As you know, our cultures and societies are becoming more distracted and fond of escapism via external stimulation. Accordingly, you will find that modern spiritual and meditation techniques tend to make sacrifices, muting or discarding the lofty objectives declared in the ancient texts, slowing down progress, putting a ceiling on our endeavour.
Worse still is the creation a false belief that the outcome to be sought is a passive, one-with-everything stupor, from which nothing of importance can be realised or utilised in this world.
Meditation techniques are wide and varied. Some prioritise the emotional nature, some the intellect, but you will see that as you go back further and further through the millennia that eventually the two sides unite. There is a lucid and rational model of the psyche and the cosmos that harmonises all disparate and disconnected aspects.
You can start here. You can begin meditation in its deepest sense from the outset rather than wading through reams of new age confabulation.
It is through the techniques described in Vedanta and ancient Yoga that knowledge in its highest sense, and healing of the selves occurs. The vehicles of physical existence are purified and made sensitive, a stream of information from the object of your meditation comes into your awareness. You can select the object to be meditated upon, it can be something as simple as a task or problem in your life, something with which you are curious or fascinated, or if you find yourself with the time and capacity to tackle metaphysical or spiritual realms, you could choose an object like the nature of the manifested universe, the all pervading consciousness, or an image of the divine if you are so inclined.
This is how we accomplish the noble goals, the ideas that inspired teachers throughout human history have hinted at. This is how we make fundamental shifts in ourselves and the world. By redirecting our active extroversion into active introversion.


Task directions: Whatever appears in the records apart from pictures must be reproduced exactly.

[Recorded data]
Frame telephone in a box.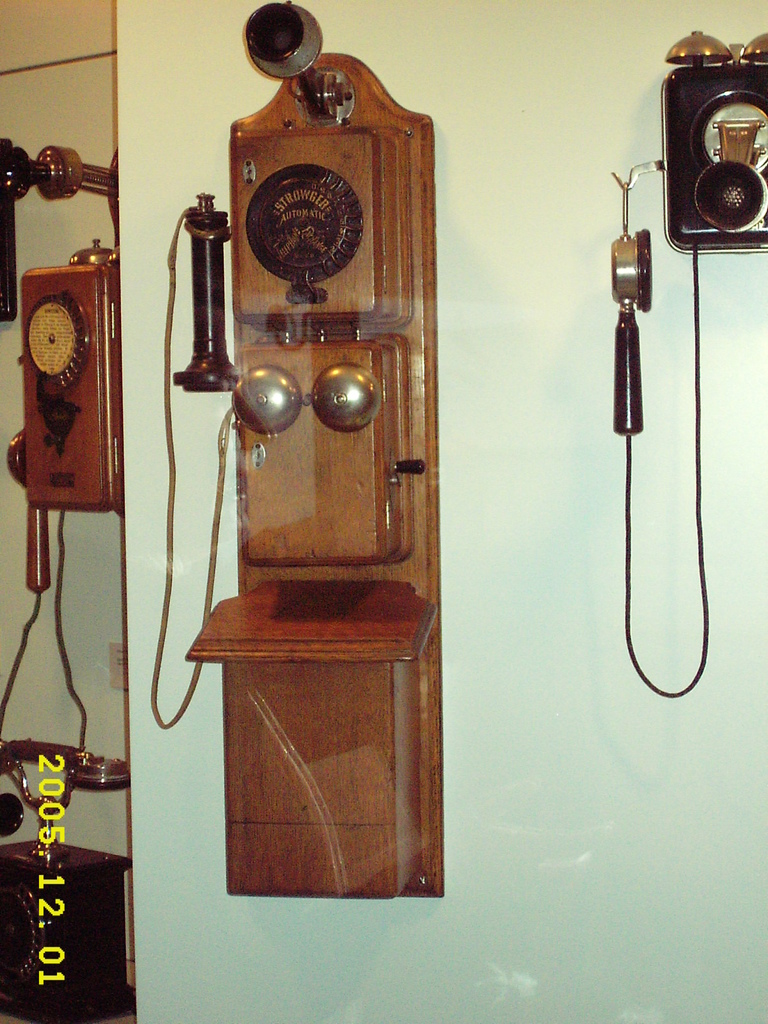
<bbox>611, 37, 767, 693</bbox>.
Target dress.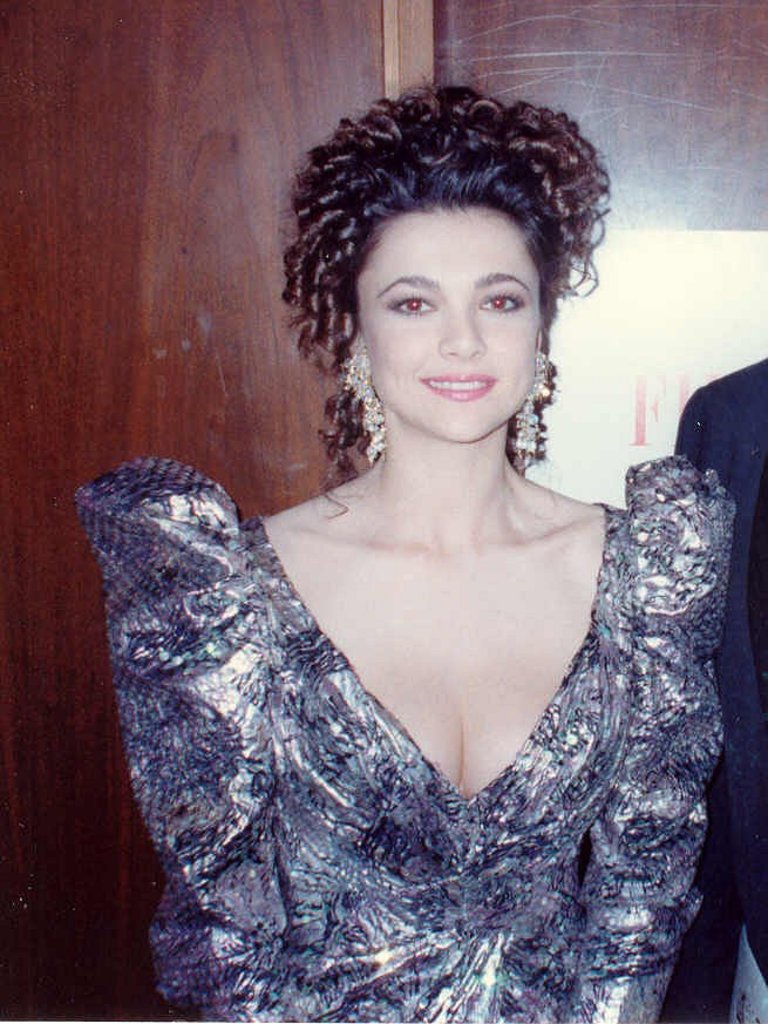
Target region: locate(81, 284, 767, 1023).
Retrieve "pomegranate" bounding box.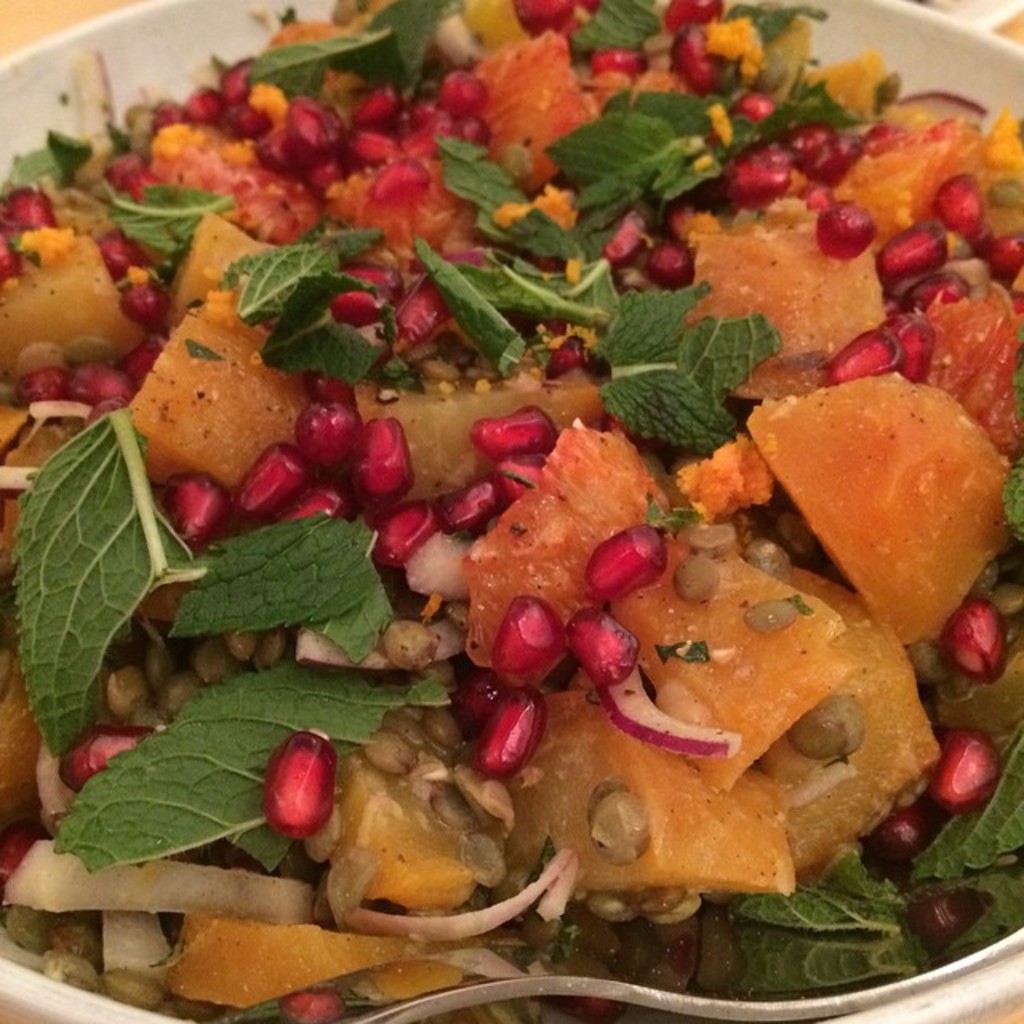
Bounding box: 731/142/802/203.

Solution to this problem:
Frame telephone in a box.
<bbox>611, 37, 767, 693</bbox>.
Target dress.
Target region: locate(81, 284, 767, 1023).
Retrieve "pomegranate" bounding box.
Bounding box: 731/142/802/203.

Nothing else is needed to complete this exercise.